Rumours and speculation have surrounded Arafat's death ever since a quick deterioration of his health saw his passing at the Percy military hospital near Paris in November 2004 at the age of 75.

French doctors were unable to say what killed the Palestinians' first democratically-elected president and an autopsy was never performed, at his widow's request.
Arafat became president of the PA in 1994 - he essentially appointed himself. Although in 1996 the PA held "elections" where Arafat ran essentially unopposed to keep his incumbency.
But many Palestinians believed he was poisoned by Israel -- a theory that gained ground in July when Al-Jazeera reported Swiss findings showing abnormal quantities of the radioactive substance polonium on Arafat's personal effects.

The laborious investigation process will see French experts work alongside colleagues from Switzerland and Russia.

The Swiss are here because they were the first to analyse the Arafat samples submitted to them by Al-Jazeera.

The Russians' presence has not been fully explained by the Palestinians. However, the country is responsible for most of the world's polonium production and should therefore have the expertise to handle remains of the dangerous substance.
What kind of laughable reporting is this? The Russians are there because of concerns for the safety of eight-year old traces of polonium?

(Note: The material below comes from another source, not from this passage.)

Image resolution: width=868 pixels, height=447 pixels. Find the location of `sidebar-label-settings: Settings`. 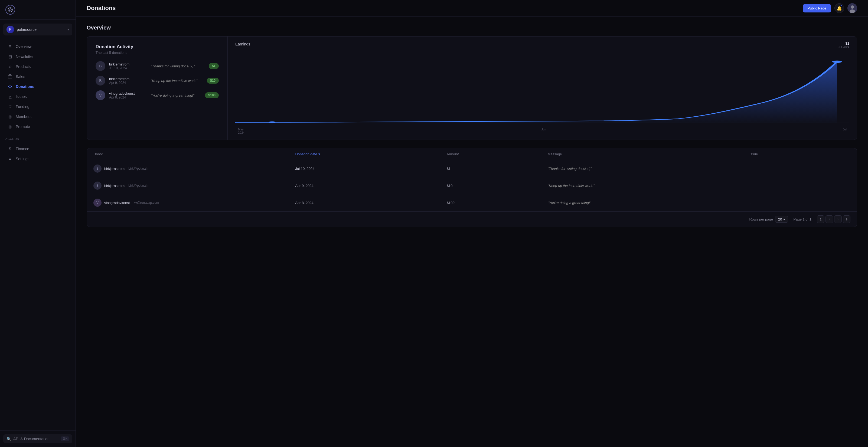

But that brings up the question of exactly why the Russians are there to begin with. Why would the PLO insist on bringing them in? Conspiracy theorists might think that they are there to plant polonium on the remains to be found by the French and Swiss.

The whole thing is a circus whose entire purpose is to find a way to blame Israel for Arafat's death. The National says, improbably:

It is possible that this latest inquiry will conclude natural causes, which would be closure of a sort.
Which is ridiculous. Even if nothing is found - or, less likely, strong evidence of a different cause of death - the Palestinian Arabs will continue to cling to their theory of his being murdered by Israel.

After all, how can you eliminate Joo-Rays?

My post about how the polonium numbers don't add up is here.